Bricks are red because of iron. Most clay used to make bricks contains around 5 to 8 percent iron oxide by weight. When that clay is fired in a kiln at high temperatures with plenty of oxygen, the iron transforms into a mineral called hematite, the same compound that gives rust its color. That single chemical reaction is responsible for the warm, earthy reds we associate with brick buildings worldwide.
How Iron Creates the Red Color
Clay is a mixture of minerals, and nearly all natural clay deposits contain some amount of iron. In its raw, unfired state, clay can appear grey, brown, yellow, or reddish depending on the specific iron minerals present and how much moisture is in the soil. The color you see in a raw lump of clay is not the color you get after firing.
Inside the kiln, heat triggers a chain of chemical changes. As temperatures climb past about 500°C (930°F), iron-bearing minerals in the clay begin to break down and release their iron. That iron then reacts with oxygen in the kiln’s atmosphere. The result is iron(III) oxide, commonly known as hematite. Hematite is an intensely pigmented mineral. Even a small amount can stain the entire brick a deep red or reddish-brown. Clays with higher iron content produce darker, richer reds, while those with less iron tend to fire lighter, sometimes producing more of a salmon or orange tone.
The process isn’t instant. At lower temperatures, the iron is still locked inside other mineral structures. Research on clay firing shows that hematite doesn’t begin to form in meaningful amounts until temperatures reach roughly 750 to 900°C, depending on the clay’s composition. At those temperatures, the minerals holding the iron collapse, freeing it to crystallize into tiny hematite particles scattered throughout the brick. These nano-sized crystals of hematite are what absorb light and give the brick its characteristic red appearance.
Why Kiln Temperature Matters
Bricks are typically fired between 800 and 1,100°C (roughly 1,470 to 2,010°F). Where a brick falls in that range affects both its color and its physical properties. At the lower end, you get lighter reds and softer bricks. Push temperatures higher, and the red deepens as more hematite forms and the clay body becomes denser. Go too high, and the brick can start to darken toward brown or even begin to vitrify, turning glassy and losing its classic brick-red hue.

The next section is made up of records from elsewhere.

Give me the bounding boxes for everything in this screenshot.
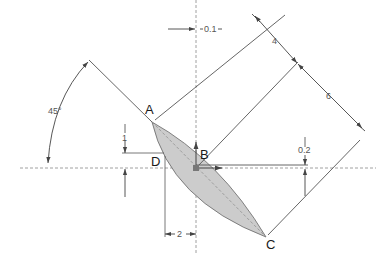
label-dim-0-1: 0.1 xyxy=(204,24,217,34)
origin-marker xyxy=(193,165,199,171)
line-c-upper-right xyxy=(268,140,360,235)
dim-ext-top xyxy=(252,14,260,22)
label-point-b: B xyxy=(200,147,209,162)
label-dim-1: 1 xyxy=(122,133,127,143)
label-dim-0-2: 0.2 xyxy=(298,145,311,155)
engineering-diagram: A B C D 45° 0.1 4 6 1 0.2 2 xyxy=(0,0,387,266)
line-a-upper-left xyxy=(89,60,152,122)
label-angle-45: 45° xyxy=(48,106,62,116)
line-a-upper-right xyxy=(155,15,285,120)
label-dim-2: 2 xyxy=(177,229,182,239)
label-dim-6: 6 xyxy=(326,91,331,101)
label-point-a: A xyxy=(145,102,154,117)
line-b-upper-right xyxy=(198,62,298,166)
label-point-d: D xyxy=(151,154,160,169)
dim-ext-end xyxy=(357,124,365,131)
label-dim-4: 4 xyxy=(272,36,277,46)
label-point-c: C xyxy=(266,237,275,252)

Temperature also determines how strong and durable the finished brick will be. Higher-fired bricks absorb less water (under 10 percent for top-quality bricks) and can withstand greater compressive loads, around 14 MPa for first-class bricks. Lower-fired bricks absorb more moisture (15 to 20 percent) and are considerably weaker, closer to 8 MPa. So the same chemistry that deepens the red color also tends to produce a tougher brick.
Oxygen Is the Key Ingredient
Iron alone doesn’t guarantee a red brick. The atmosphere inside the kiln plays an equally important role. For hematite to form, the iron needs oxygen to react with. This is called an oxidizing atmosphere, and it’s what potters and brickmakers create by keeping kiln vents open so air flows freely around the fire.

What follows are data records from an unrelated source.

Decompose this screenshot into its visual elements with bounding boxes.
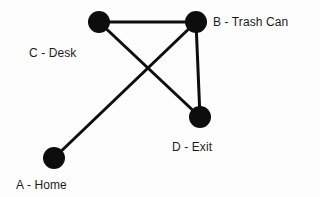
- edge-layer: [54, 22, 200, 158]
- node-label-d: D - Exit: [172, 141, 212, 153]
- graph-node-b[interactable]: [185, 11, 207, 33]
- graph-edge-c-d: [99, 22, 200, 117]
- graph-node-c[interactable]: [88, 11, 110, 33]
- node-label-b: B - Trash Can: [213, 16, 288, 28]
- node-label-c: C - Desk: [29, 47, 76, 59]
- graph-node-a[interactable]: [43, 147, 65, 169]
- graph-node-d[interactable]: [189, 106, 211, 128]
- graph-edge-b-d: [196, 22, 200, 117]
- node-label-a: A - Home: [16, 179, 67, 191]
- graph-edge-a-b: [54, 22, 196, 158]
- graph-diagram: [0, 0, 320, 197]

If you restrict that airflow, something dramatically different happens. The fire, starved of oxygen, begins pulling oxygen atoms from the materials inside the kiln, including the clay itself. This is called a reducing atmosphere. Under these conditions, the iron oxide in the clay loses oxygen and converts to a different chemical form. Instead of the red hematite, you get a form of iron that produces grey, black, or even metallic tones. The same clay that would fire bright terracotta red in an oxygen-rich kiln can come out charcoal grey or black when the oxygen is choked off.
This is why you sometimes see dark grey or nearly black bricks in older buildings. Those bricks weren’t made from different clay. They were fired in kilns where the atmosphere was more reducing, either intentionally or because airflow was harder to control. Some historic brickmakers used this deliberately, creating patterned facades by mixing red and dark bricks.
Why Some Bricks Aren’t Red
Not all clay contains enough iron to produce a red brick. Clays that are naturally low in iron but high in calcium or other minerals fire to cream, yellow, or buff colors. The famous yellow London Stock bricks, for instance, come from clay with a different mineral balance. White or very pale bricks typically use kaolin-type clays with minimal iron content.
Color can also be altered after firing. Some manufacturers apply surface coatings or mix manganese dioxide into the clay to produce brown or dark-faced bricks. Others blend different clay sources to hit a specific shade. But the vast majority of bricks in the world are some variation of red, simply because iron-bearing clay is by far the most abundant type available for brickmaking. The iron is already there in the ground, and standard kiln firing in open air does the rest.
In essence, red bricks are red for the same reason rust is red. Iron meets oxygen at the right temperature, and hematite forms. The fact that this happens so reliably, with such common raw materials, is why red brick has been one of the most widely used building materials for thousands of years.